Sunday, August 15, 2010

Info overload, the new journalist, so why become a journalist?

Imagine in 2030 - all outside kiosks, plasma screens, holodecks will be showing data like this one - a view of viewmagazine.tv captured in an article on Apple Pro. If we're surrounded by data what's the role of the journalist?

The concept of the journalist of the 21st century has still to be resolved. At some point like all industries, networks will get smaller, new citadels will usurp others, funding becomes unsustainable and then what happens when the next information wave hits, where more data than ever is available, what then the role of this arcane 16th century profession, journalism?

There is such a thing as information overload. It was the french Philosopher Baudrillard who gave it a universal currency, but in order to qualify what is an overload we must ascertain what our limits are in the first place - for it fundamentally affects are notion of journalism.

Meanwhile inside the BBC circa 1999, I had finally met with one of their senior execs, lunch! He reviewed my CV, made some remarks and uttered, lets get you in and see.

This image of me at various workplaces is also an allegory for the way, I, even you have come to imbibe data.

If you follow the development of media: Traditional medial - Cable and Satellite media - Digital Media - The Net, each occasion we take to its form, we're met with new data in which previously our cultural ways had no means of accommodating

Think about it. Pre-web, you worked, went out for a drink, home made VHS movie and slept. Today we have an assortment of gadgets that impinge, and require us to alter our social habits.

Social habits that have been built up over long periods are now met with the sudden challenge of, ok instead of looking at my favourite game on a Sunday, I'll blog.

This predicament is most acutely on display in lecture rooms, where students access facebook, twitter and the likes while a lecture is in progress. Our choices have boiled down to: all monitors off or lets reinvent a new way of lecturing where you're able to multiskill. Personally now, I give 10 min FB windows after a 40 min lecture.


Devised in the 1920s, will it celebrate a 100 years in good shape? That's a political answer.
So I didn't get into the BBC as a roving reporter, maybe that was my fault. Should I have pursued my contact some more? But I knew I was doing something right. A piece of advice given to me by an ol' time manager rang in my ears: "if you're wanting to be a journalist, do something, bring me something that the other person wouldn't do, or couldn't do, and people might want and don't endanger your life doing it"

The networks had to find a way to mediate what they felt we the public needed. They couldn't and wouldn't be able to show us all the world's woes.

It's impossible, that would be overload, but instead of finding a means to facilitate our increasing penchant for news, their attitude was still 1950s" "the news is fine as it is". They by and large still think that way, when I think other than our desire for stories, news has become cause and effect.

News is fine as it is ? It couldn't be: the web has showed that with a new breed of citizen journos, determined not by wise counsel sitting yonder, but by you and me, has room to bring us news.

The big shift
What's happening? We've culturally shifted our access to information absorption. MIT Henry Jenkins talks more about this in his writings. However it's still pretty much an unregulated system; they all are when they start, which in time we'll find a way to manage.

So if you can find something that the other person wouldn't do, or couldn't do, and people might without and endangering your life doing it, I reckon the road to the next elevated stage will be short in coming.

What makes the networks work well is their access to data and unquestionably some bright people mediating and delivering that.

The latter is something the best citizen journalists easily do. If all those clever people that couldn't or wouldn't want to get into a network set up their own, or all the people who left a broadcast network did so, we've the makings of some powerful new mediators.

We've started that adhoc already, with blog lines and tweet followers; we still like our repositories. So a new line of journalists, semi-pro, becoming pro not by earnings, but by their knowledge acquisition is on the rise.

The next thing is knitting a structure together and a good friend of mine Steve Punter has produced a document that does just that.

Did I mind I never think I fulfilled my potential? Well it depends whether potential= working for the networks. No, not any more. All the rejections I had accrued made me develop alternative ways of working.

David presenting at SXSW on IM Videojournalism from david dunkley gyimah on Vimeo.


Segment of a SXSW presentation that showed we've done all these things before. There's nothing new in multiskilling

A decade ago, the idea that someone could or would do as many things constituted an overload of sorts. Today we take that for granted, until that is the next spike occurs, perhaps - the outernet - where info isn't locked on the web, but like air all around you.

A student called it the "information wave". She's not wrong, then what kind of journalists will you be then - curatorial is not a bad start.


=== Task goal ===
Within the records, how many lines hold the word "Bureau"? State that number alone.

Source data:
((

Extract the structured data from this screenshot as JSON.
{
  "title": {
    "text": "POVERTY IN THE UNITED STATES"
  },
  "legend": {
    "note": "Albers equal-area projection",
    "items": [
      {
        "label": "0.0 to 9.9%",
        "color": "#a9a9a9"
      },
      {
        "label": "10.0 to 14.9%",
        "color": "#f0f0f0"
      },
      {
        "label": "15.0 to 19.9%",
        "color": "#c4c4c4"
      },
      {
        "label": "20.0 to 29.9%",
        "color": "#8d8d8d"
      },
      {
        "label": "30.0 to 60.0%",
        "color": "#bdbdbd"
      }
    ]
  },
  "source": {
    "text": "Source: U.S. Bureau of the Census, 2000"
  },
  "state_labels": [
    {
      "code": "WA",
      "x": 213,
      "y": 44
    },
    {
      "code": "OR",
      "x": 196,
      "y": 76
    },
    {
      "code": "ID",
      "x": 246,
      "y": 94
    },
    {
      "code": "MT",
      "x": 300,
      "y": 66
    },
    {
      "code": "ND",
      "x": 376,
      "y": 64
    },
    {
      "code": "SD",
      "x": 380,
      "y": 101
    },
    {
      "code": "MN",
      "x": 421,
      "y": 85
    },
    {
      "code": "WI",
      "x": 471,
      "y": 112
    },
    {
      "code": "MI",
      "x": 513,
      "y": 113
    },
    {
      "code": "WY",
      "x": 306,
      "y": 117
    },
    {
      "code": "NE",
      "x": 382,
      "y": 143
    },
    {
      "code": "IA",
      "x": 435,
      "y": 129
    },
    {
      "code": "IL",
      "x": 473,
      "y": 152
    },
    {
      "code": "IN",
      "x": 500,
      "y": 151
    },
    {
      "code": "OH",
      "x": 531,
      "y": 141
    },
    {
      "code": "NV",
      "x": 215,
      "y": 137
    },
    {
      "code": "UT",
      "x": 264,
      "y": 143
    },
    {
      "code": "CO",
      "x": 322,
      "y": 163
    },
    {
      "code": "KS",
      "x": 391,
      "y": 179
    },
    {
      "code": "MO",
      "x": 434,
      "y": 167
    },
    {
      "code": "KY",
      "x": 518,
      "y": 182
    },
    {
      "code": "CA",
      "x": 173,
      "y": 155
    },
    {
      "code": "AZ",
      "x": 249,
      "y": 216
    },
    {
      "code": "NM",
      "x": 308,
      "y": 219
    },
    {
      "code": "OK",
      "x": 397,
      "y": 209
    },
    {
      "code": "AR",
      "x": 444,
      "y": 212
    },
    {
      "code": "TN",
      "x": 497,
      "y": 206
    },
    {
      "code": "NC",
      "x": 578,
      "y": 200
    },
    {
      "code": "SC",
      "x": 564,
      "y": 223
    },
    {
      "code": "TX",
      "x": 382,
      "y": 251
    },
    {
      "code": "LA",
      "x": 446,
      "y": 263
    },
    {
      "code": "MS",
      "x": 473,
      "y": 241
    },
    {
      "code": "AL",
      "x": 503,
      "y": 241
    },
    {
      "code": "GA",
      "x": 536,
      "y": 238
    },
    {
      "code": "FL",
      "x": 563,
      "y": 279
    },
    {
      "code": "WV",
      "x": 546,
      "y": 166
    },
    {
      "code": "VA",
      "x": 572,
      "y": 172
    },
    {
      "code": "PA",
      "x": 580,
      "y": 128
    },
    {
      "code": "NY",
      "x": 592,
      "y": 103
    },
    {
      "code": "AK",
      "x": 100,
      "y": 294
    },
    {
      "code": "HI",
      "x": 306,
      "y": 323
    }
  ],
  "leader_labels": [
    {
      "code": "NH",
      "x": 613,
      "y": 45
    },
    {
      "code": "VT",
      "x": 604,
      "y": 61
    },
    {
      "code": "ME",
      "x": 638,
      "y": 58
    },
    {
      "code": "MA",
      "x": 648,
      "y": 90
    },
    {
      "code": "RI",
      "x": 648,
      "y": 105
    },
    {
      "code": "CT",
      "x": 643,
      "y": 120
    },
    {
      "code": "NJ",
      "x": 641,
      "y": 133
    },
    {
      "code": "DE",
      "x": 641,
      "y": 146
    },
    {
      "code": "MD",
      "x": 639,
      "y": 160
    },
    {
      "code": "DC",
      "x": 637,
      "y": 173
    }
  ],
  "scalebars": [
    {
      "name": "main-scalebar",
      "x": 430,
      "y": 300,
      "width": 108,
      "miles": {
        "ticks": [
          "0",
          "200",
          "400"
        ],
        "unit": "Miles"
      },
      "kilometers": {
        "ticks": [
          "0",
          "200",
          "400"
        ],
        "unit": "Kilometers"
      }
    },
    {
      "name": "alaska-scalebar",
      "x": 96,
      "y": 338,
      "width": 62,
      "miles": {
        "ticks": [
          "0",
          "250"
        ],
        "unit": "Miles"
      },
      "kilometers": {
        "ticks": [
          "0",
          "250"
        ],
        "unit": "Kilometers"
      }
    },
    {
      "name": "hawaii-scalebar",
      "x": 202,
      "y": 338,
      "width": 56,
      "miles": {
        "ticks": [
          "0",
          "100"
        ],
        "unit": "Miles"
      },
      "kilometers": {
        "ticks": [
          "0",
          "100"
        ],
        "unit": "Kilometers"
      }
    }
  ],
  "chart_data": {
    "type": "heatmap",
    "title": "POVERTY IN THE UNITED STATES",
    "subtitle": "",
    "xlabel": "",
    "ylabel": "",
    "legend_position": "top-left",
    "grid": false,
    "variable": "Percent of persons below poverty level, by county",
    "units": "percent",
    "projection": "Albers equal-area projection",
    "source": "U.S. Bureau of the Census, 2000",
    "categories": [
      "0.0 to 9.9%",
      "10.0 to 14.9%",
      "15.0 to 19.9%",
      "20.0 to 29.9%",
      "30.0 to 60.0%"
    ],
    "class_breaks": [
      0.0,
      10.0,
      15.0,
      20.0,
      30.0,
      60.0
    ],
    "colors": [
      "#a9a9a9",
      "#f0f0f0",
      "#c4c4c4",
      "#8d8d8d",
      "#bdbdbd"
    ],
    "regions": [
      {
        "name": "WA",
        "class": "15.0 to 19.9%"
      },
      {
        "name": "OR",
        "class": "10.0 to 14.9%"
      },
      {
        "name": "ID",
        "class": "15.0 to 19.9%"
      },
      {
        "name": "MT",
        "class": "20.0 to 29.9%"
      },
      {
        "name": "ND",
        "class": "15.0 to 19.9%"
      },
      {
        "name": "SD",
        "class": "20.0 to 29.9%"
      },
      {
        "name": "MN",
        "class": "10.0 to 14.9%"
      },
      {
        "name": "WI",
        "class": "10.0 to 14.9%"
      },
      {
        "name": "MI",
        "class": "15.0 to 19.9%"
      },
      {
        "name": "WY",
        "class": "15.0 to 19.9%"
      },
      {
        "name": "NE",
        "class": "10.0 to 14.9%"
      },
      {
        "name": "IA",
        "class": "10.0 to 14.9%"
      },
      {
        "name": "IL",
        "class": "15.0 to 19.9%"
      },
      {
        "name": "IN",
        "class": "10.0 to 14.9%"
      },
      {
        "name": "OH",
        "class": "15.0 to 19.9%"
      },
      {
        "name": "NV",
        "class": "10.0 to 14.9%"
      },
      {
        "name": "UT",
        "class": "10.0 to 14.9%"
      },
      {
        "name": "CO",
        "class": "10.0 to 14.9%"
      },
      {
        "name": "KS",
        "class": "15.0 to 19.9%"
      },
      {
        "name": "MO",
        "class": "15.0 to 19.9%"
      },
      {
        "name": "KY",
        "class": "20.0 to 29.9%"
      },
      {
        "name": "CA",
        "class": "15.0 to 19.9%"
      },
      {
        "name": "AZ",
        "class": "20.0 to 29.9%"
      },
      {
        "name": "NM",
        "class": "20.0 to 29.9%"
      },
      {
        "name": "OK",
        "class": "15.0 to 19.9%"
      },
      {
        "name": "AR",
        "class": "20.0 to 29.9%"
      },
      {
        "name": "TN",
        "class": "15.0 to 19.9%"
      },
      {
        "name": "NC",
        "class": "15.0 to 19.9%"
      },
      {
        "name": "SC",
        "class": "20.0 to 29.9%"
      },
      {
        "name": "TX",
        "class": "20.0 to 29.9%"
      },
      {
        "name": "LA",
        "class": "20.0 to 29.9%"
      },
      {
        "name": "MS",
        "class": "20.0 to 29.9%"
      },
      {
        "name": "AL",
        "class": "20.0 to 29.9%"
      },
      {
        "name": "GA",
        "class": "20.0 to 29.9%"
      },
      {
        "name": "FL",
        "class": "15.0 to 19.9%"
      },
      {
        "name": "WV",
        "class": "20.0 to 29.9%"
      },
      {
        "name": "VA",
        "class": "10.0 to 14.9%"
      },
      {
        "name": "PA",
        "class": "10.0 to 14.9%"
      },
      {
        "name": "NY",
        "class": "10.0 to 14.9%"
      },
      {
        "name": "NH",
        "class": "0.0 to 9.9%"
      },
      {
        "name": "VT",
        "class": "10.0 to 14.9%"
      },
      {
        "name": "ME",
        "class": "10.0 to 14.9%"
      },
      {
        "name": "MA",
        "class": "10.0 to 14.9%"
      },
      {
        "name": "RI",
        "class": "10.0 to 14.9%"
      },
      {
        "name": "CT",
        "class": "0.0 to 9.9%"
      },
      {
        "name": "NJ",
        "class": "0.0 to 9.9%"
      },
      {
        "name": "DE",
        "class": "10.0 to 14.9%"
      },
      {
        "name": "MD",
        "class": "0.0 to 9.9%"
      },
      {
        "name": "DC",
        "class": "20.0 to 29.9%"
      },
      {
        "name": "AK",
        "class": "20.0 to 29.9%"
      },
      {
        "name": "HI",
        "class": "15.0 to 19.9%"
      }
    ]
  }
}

))

=== Response for this exercise ===
2